In the ‘get set’ and ‘get out’ modes, more research has to be done, fortified by direct communication and interviews with experts, peers and target customers. Online MVP tests can be done via online surveys, videos and blogposts. This can determine customer level of interest, intensity of the problem, willingness to pay for a solution, and enthusiasm to do referrals.

Based on this feedback, the social entrepreneur can decide to pivot, reframe the situation and proceed (exiting and moving on to another cause is also an option). Typical types of pivots are zoom in/out, change customer segment or addressed need, change channel, or resort to new funder.

  1. Validation

Now that product-market fit has been reached, two sequential loops have to be initiated – getting customers, and keeping them while intensifying engagement (get + keep and grow). More marketing initiatives will be needed to ‘prime the pump,’ via campaigns and growth hacking tools. Metrics can be unearthed via A/B testing batches for overall impact.

Founders should go deep before trying to get big, and use innovation accounting to track progress. Numbers and anecdotes both yield useful insights on customer awareness, interest and activation. Churn rates, virality and paid acquisition costs are important metrics in this phase.

  1. Creation

Scaling calls for organisational creation. Michel identifies three functional ways in which NGOs drive change: via products/services, laws/policies, or norms/behaviours. These in turn involve creating a new market, re-segmenting an existing market, or fortifying an existing market.

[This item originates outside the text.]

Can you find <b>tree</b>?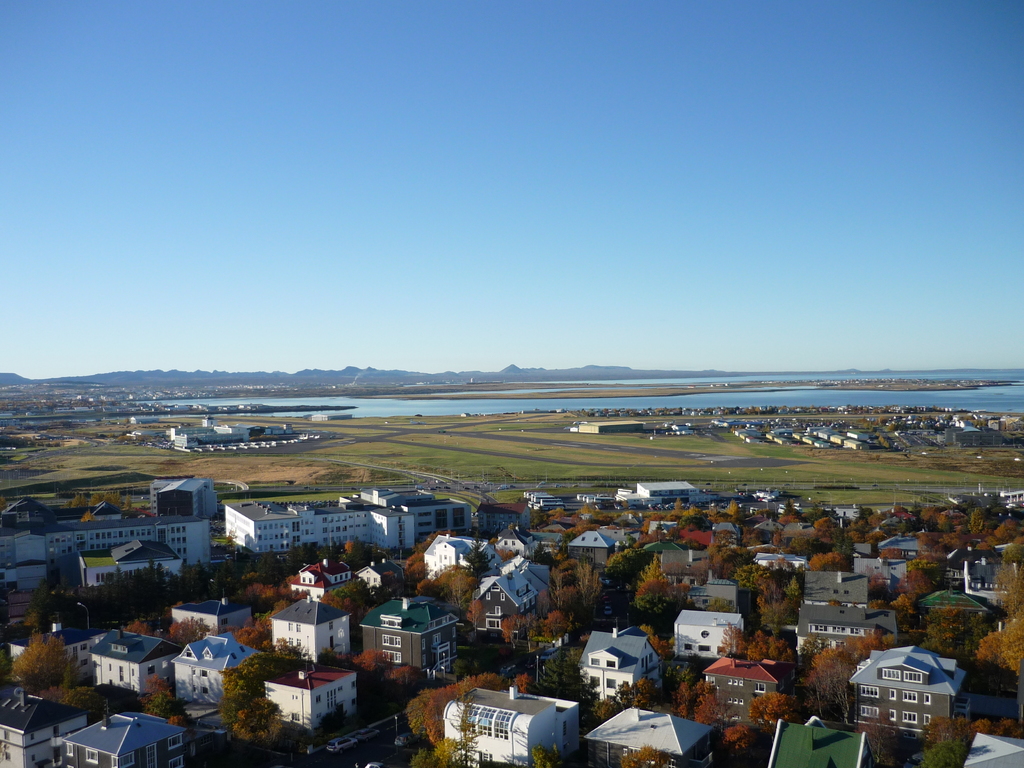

While the startup phase was about development, the institutionalisation phase is about formalising vision and mission, and delivering these via processes. People, job roles and organisational culture are key drivers in this regard for mission clarity and commitment. The founders will have to gear up to move the customer base from beyond early adopters to the majority.

For example, the National Museum of the American Indian aimed to deliver a national collection of cultural artifacts, for researchers and the public. It developed a membership scheme, and leveraged political connections. The New York City Toilet Bowl Retrofit Programme offered citizens water saving options via subsidised toilet bowls. Plumber unions were engaged along with advocacy and educational campaigns, drawing on water conservation budgets from the government.

Catalog Choice gave consumers a voice in reducing paper waste by specifying only those print catalogues they would like to receive from catalogue vendors. It roped in partners such as the postal service and direct marketing associations.

Through 15 tables and charts, Michel compellingly shows how these organisations navigated the Lean Change Canvas throughout their journey. These tables include categorisation of interview responses by emotional intensity, attitudinal roadblocks among customers, positioning statements, mission statements, types of functional activity, impact metrics, and goal targets.

The book ends with some emerging trends in lean social space. Many foundations have innovation funds especially dedicated to rapid prototyped social change. There are even equivalents of FailCon in the social entrepreneur space. Governments are launching their own incubators and startup initiatives. Micro-grants and crowdfunding are encouraging more experimentation and smaller experiments.

“The lean startup for social change is a radical new way to listen to people. It is also a force for innovative democratisation,” sums up Michel.